There are people who shrink from notice because they are so badly off. It is simply stupid to be ashamed of being poor; and the little dwarf-willows are not a bit ashamed. But they know that the soil they grow in is so poor that they can never attain the height of proper trees. If they tried to shoot up and began to carry their heads like their stately cousins the poplars, they would soon learn the difference.
For the poplars are their cousins. They are the stateliest of all the willow-trees and they know it, as any one can see by looking at them with half an eye. You only have to notice the way in which they hold themselves erect to perceive it.
The beech and the oak and the birch and whatever the other trees are called stick out one polite branch on this side and one polite branch on that.
"May I beg you kindly to give me a little bit of sunshine?" says the branch up in the air.
"Can I help you to a little bit of shadow?" says the branch down by the ground.
But the poplars sing a very different tune. With them it is:
"Every branch straight up on high! Close up to the trunk with you! There's nothing to stare at down below! Look above you! Heads up!... March!"
And all the branches strut right up to the sky and the whole tree shoots up, straight and proud as a pikestaff.
It's tiring. But it's elegant. And it pays. For has any one ever seen a smarter tree than one of those real, regular poplars, as stiff as a tin soldier and as tall as a steeple?
And, when the poplars stand along the road, in a long row on either side, you feel very respectful as you walk between them and are not in the least surprised when it appears that the avenue leads right up to a fine country-house.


▶ **Instructions for the task**
Provide only the number of lines in the listing that contain the string "item".

▶ **Data for processing**

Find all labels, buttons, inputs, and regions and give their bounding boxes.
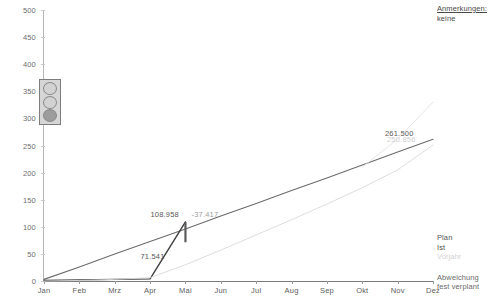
series-line-vorjahr [44, 145, 433, 281]
chart-series-layer [0, 0, 503, 300]
traffic-light-indicator[interactable] [39, 79, 61, 125]
notes-title: Anmerkungen: [437, 4, 499, 13]
ist-peak-label: 108.958 [150, 210, 179, 219]
legend-spacer [437, 262, 500, 273]
legend-item-ist[interactable]: Ist [437, 243, 500, 253]
chart-root: 050100150200250300350400450500 JanFebMrz… [0, 0, 503, 300]
traffic-light-lamp-middle [43, 96, 57, 109]
deviation-label: -37.417 [191, 210, 218, 219]
vorjahr-end-label: 250.856 [387, 135, 416, 144]
legend-item-abweichung[interactable]: Abweichung [437, 273, 500, 283]
series-line-plan [44, 139, 433, 279]
chart-legend: Plan Ist Vorjahr Abweichung fest verplan… [437, 233, 500, 292]
traffic-light-lamp-bottom [43, 109, 57, 122]
traffic-light-lamp-top [43, 82, 57, 95]
legend-item-vorjahr[interactable]: Vorjahr [437, 252, 500, 262]
legend-item-fest-verplant[interactable]: fest verplant [437, 282, 500, 292]
plan-at-mai-label: 71.541 [140, 252, 164, 261]
legend-item-plan[interactable]: Plan [437, 233, 500, 243]
notes-block: Anmerkungen: keine [437, 4, 499, 23]
notes-value: keine [437, 14, 499, 23]
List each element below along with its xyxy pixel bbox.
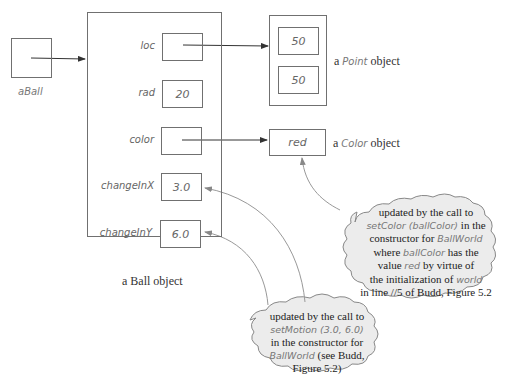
note-line: constructor for BallWorld bbox=[350, 232, 502, 246]
point-y-value: 50 bbox=[279, 67, 318, 93]
field-label-color: color bbox=[84, 134, 154, 145]
point-x-value: 50 bbox=[279, 28, 318, 54]
field-box-color bbox=[161, 127, 202, 155]
note-line: value red by virtue of bbox=[350, 259, 502, 273]
note-line: updated by the call to bbox=[252, 310, 382, 323]
note-line: in the constructor for bbox=[252, 336, 382, 349]
point-y-box: 50 bbox=[278, 66, 319, 94]
field-box-changeiny: 6.0 bbox=[160, 220, 201, 248]
note-line: setColor (ballColor) in the bbox=[350, 219, 502, 233]
note-line: where ballColor has the bbox=[350, 246, 502, 260]
note-line: Figure 5.2) bbox=[252, 362, 382, 375]
point-x-box: 50 bbox=[278, 27, 319, 55]
note-line: updated by the call to bbox=[350, 206, 502, 219]
field-box-loc bbox=[162, 33, 203, 61]
color-value: red bbox=[270, 130, 325, 155]
ball-object-caption: a Ball object bbox=[122, 274, 183, 289]
field-box-rad: 20 bbox=[162, 80, 203, 108]
point-object-caption: a Point object bbox=[334, 54, 400, 69]
field-value-changeinx: 3.0 bbox=[162, 174, 201, 200]
note-line: the initialization of world bbox=[350, 273, 502, 287]
color-note-text: updated by the call to setColor (ballCol… bbox=[350, 206, 502, 299]
aball-label: aBall bbox=[18, 86, 43, 97]
color-object-caption: a Color object bbox=[333, 136, 400, 151]
note-line: setMotion (3.0, 6.0) bbox=[252, 323, 382, 337]
motion-note-text: updated by the call to setMotion (3.0, 6… bbox=[252, 310, 382, 375]
field-value-rad: 20 bbox=[163, 81, 202, 107]
field-label-rad: rad bbox=[85, 87, 155, 98]
note-line: BallWorld (see Budd, bbox=[252, 349, 382, 363]
field-label-loc: loc bbox=[85, 40, 155, 51]
field-value-changeiny: 6.0 bbox=[161, 221, 200, 247]
field-label-changeinx: changeInX bbox=[84, 180, 154, 191]
field-box-changeinx: 3.0 bbox=[161, 173, 202, 201]
color-object-box: red bbox=[269, 129, 326, 156]
field-label-changeiny: changeInY bbox=[82, 227, 152, 238]
aball-variable-box bbox=[11, 38, 52, 78]
note-line: in line //5 of Budd, Figure 5.2 bbox=[350, 286, 502, 299]
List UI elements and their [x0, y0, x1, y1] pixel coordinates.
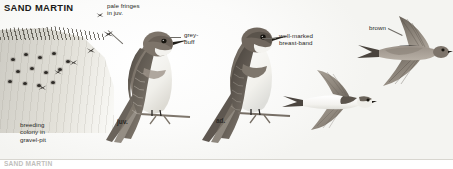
- nest-hole: [30, 67, 34, 70]
- nest-hole: [8, 80, 12, 83]
- label-breeding-colony: breeding colony in gravel-pit: [20, 121, 46, 143]
- leader-line-breast-band: [262, 38, 276, 39]
- bank-top-vegetation: [0, 24, 104, 40]
- label-adult: ad.: [216, 117, 225, 124]
- nest-hole: [23, 82, 27, 85]
- sand-bank-strata: [0, 28, 114, 133]
- leader-line-grey-buff: [168, 37, 181, 38]
- perched-adult-bird: [198, 16, 292, 146]
- distant-martin-silhouette: [54, 69, 62, 75]
- bottom-caption-text: SAND MARTIN: [4, 160, 52, 167]
- label-pale-fringes: pale fringes in juv.: [107, 2, 140, 17]
- label-breast-band: well-marked breast-band: [279, 32, 313, 47]
- sand-martin-plate: SAND MARTIN: [0, 0, 453, 169]
- nest-hole: [38, 56, 42, 59]
- nest-hole: [51, 81, 55, 84]
- label-brown: brown: [369, 24, 386, 31]
- nest-hole: [11, 58, 15, 61]
- distant-martin-silhouette: [38, 84, 47, 91]
- bottom-caption-strip: SAND MARTIN: [0, 160, 453, 169]
- nest-hole: [24, 53, 28, 56]
- nest-hole: [52, 52, 56, 55]
- nest-hole: [16, 70, 20, 73]
- page-title: SAND MARTIN: [4, 2, 73, 13]
- label-grey-buff: grey- buff: [184, 31, 198, 46]
- distant-martin-silhouette: [69, 59, 78, 66]
- label-juvenile: juv.: [117, 118, 128, 125]
- nest-hole: [44, 71, 48, 74]
- distant-martin-silhouette: [86, 47, 96, 54]
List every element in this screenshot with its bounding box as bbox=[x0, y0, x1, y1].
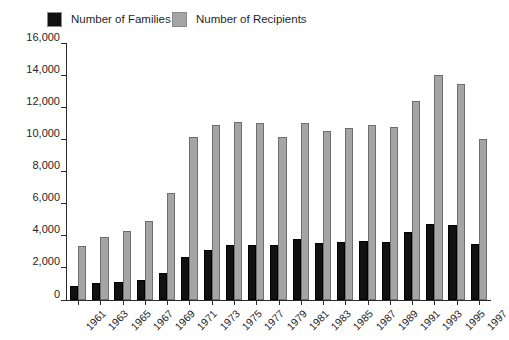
bar-families bbox=[159, 273, 167, 300]
bar-recipients bbox=[234, 122, 242, 300]
bar-recipients bbox=[123, 231, 131, 300]
bar-recipients bbox=[212, 125, 220, 300]
bar-families bbox=[404, 232, 412, 300]
bar-recipients bbox=[167, 193, 175, 300]
bar-group bbox=[379, 43, 401, 300]
x-axis-tick-mark bbox=[301, 301, 302, 305]
x-axis-tick-mark bbox=[390, 301, 391, 305]
x-axis-tick-label: 1967 bbox=[151, 308, 175, 332]
y-axis: 02,0004,0006,0008,00010,00012,00014,0001… bbox=[0, 43, 66, 300]
bar-recipients bbox=[301, 123, 309, 300]
bar-recipients bbox=[78, 246, 86, 300]
y-axis-tick-label: 10,000 bbox=[26, 128, 66, 139]
bar-families bbox=[471, 244, 479, 300]
bar-recipients bbox=[457, 84, 465, 300]
bar-group bbox=[334, 43, 356, 300]
bar-families bbox=[248, 245, 256, 300]
bar-group bbox=[468, 43, 490, 300]
x-axis-tick-mark bbox=[123, 301, 124, 305]
x-axis-tick-label: 1977 bbox=[262, 308, 286, 332]
bar-group bbox=[201, 43, 223, 300]
x-axis-tick-label: 1965 bbox=[128, 308, 152, 332]
bar-families bbox=[137, 280, 145, 300]
x-axis-tick-mark bbox=[212, 301, 213, 305]
x-axis-tick-mark bbox=[189, 301, 190, 305]
bars-layer bbox=[67, 43, 490, 300]
x-axis-tick-label: 1985 bbox=[351, 308, 375, 332]
legend-item-recipients: Number of Recipients bbox=[172, 10, 307, 28]
x-axis-tick-mark bbox=[457, 301, 458, 305]
bar-families bbox=[315, 243, 323, 300]
x-axis-tick-label: 1993 bbox=[440, 308, 464, 332]
legend-label-families: Number of Families bbox=[71, 13, 171, 26]
bar-families bbox=[337, 242, 345, 300]
x-axis-tick-mark bbox=[256, 301, 257, 305]
y-axis-tick-label: 16,000 bbox=[26, 32, 66, 43]
x-axis-tick-label: 1989 bbox=[396, 308, 420, 332]
y-axis-tick-label: 14,000 bbox=[26, 64, 66, 75]
bar-group bbox=[423, 43, 445, 300]
bar-recipients bbox=[479, 139, 487, 300]
bar-group bbox=[290, 43, 312, 300]
x-axis-tick-label: 1961 bbox=[84, 308, 108, 332]
x-axis-tick-label: 1973 bbox=[218, 308, 242, 332]
x-axis-tick-mark bbox=[479, 301, 480, 305]
x-axis-tick-label: 1969 bbox=[173, 308, 197, 332]
bar-families bbox=[359, 241, 367, 300]
bar-group bbox=[156, 43, 178, 300]
bar-families bbox=[204, 250, 212, 300]
bar-group bbox=[445, 43, 467, 300]
x-axis-tick-mark bbox=[345, 301, 346, 305]
bar-recipients bbox=[145, 221, 153, 301]
bar-recipients bbox=[278, 137, 286, 300]
x-axis-tick-label: 1975 bbox=[240, 308, 264, 332]
bar-recipients bbox=[189, 137, 197, 300]
legend-swatch-families bbox=[47, 12, 62, 27]
x-axis-tick-label: 1987 bbox=[373, 308, 397, 332]
bar-group bbox=[267, 43, 289, 300]
x-axis-tick-mark bbox=[279, 301, 280, 305]
bar-group bbox=[67, 43, 89, 300]
bar-families bbox=[181, 257, 189, 300]
bar-recipients bbox=[368, 125, 376, 300]
x-axis-tick-label: 1997 bbox=[485, 308, 509, 332]
x-axis-tick-label: 1971 bbox=[195, 308, 219, 332]
y-axis-tick-label: 4,000 bbox=[32, 224, 66, 235]
bar-group bbox=[178, 43, 200, 300]
bar-recipients bbox=[434, 75, 442, 300]
x-axis-tick-mark bbox=[234, 301, 235, 305]
bar-families bbox=[114, 282, 122, 300]
y-axis-tick-label: 2,000 bbox=[32, 256, 66, 267]
bar-recipients bbox=[256, 123, 264, 300]
bar-recipients bbox=[412, 101, 420, 300]
x-axis-tick-label: 1995 bbox=[462, 308, 486, 332]
bar-families bbox=[226, 245, 234, 300]
x-axis-tick-label: 1991 bbox=[418, 308, 442, 332]
bar-group bbox=[356, 43, 378, 300]
x-axis-tick-mark bbox=[78, 301, 79, 305]
x-axis-tick-mark bbox=[145, 301, 146, 305]
x-axis-tick-mark bbox=[412, 301, 413, 305]
bar-group bbox=[112, 43, 134, 300]
chart-legend: Number of Families Number of Recipients bbox=[0, 10, 498, 36]
y-axis-tick-label: 12,000 bbox=[26, 96, 66, 107]
legend-swatch-recipients bbox=[172, 12, 187, 27]
bar-families bbox=[382, 242, 390, 300]
bar-group bbox=[312, 43, 334, 300]
x-axis-tick-label: 1963 bbox=[106, 308, 130, 332]
bar-families bbox=[426, 224, 434, 300]
bar-recipients bbox=[390, 127, 398, 300]
x-axis-tick-mark bbox=[167, 301, 168, 305]
x-axis-tick-mark bbox=[323, 301, 324, 305]
x-axis: 1961196319651967196919711973197519771979… bbox=[67, 301, 490, 340]
x-axis-tick-label: 1981 bbox=[307, 308, 331, 332]
bar-recipients bbox=[323, 131, 331, 300]
bar-families bbox=[293, 239, 301, 300]
x-axis-tick-mark bbox=[100, 301, 101, 305]
bar-families bbox=[448, 225, 456, 300]
y-axis-tick-label: 6,000 bbox=[32, 192, 66, 203]
bar-group bbox=[134, 43, 156, 300]
bar-families bbox=[70, 286, 78, 300]
legend-item-families: Number of Families bbox=[47, 10, 171, 28]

▶ **Answer to this task**
7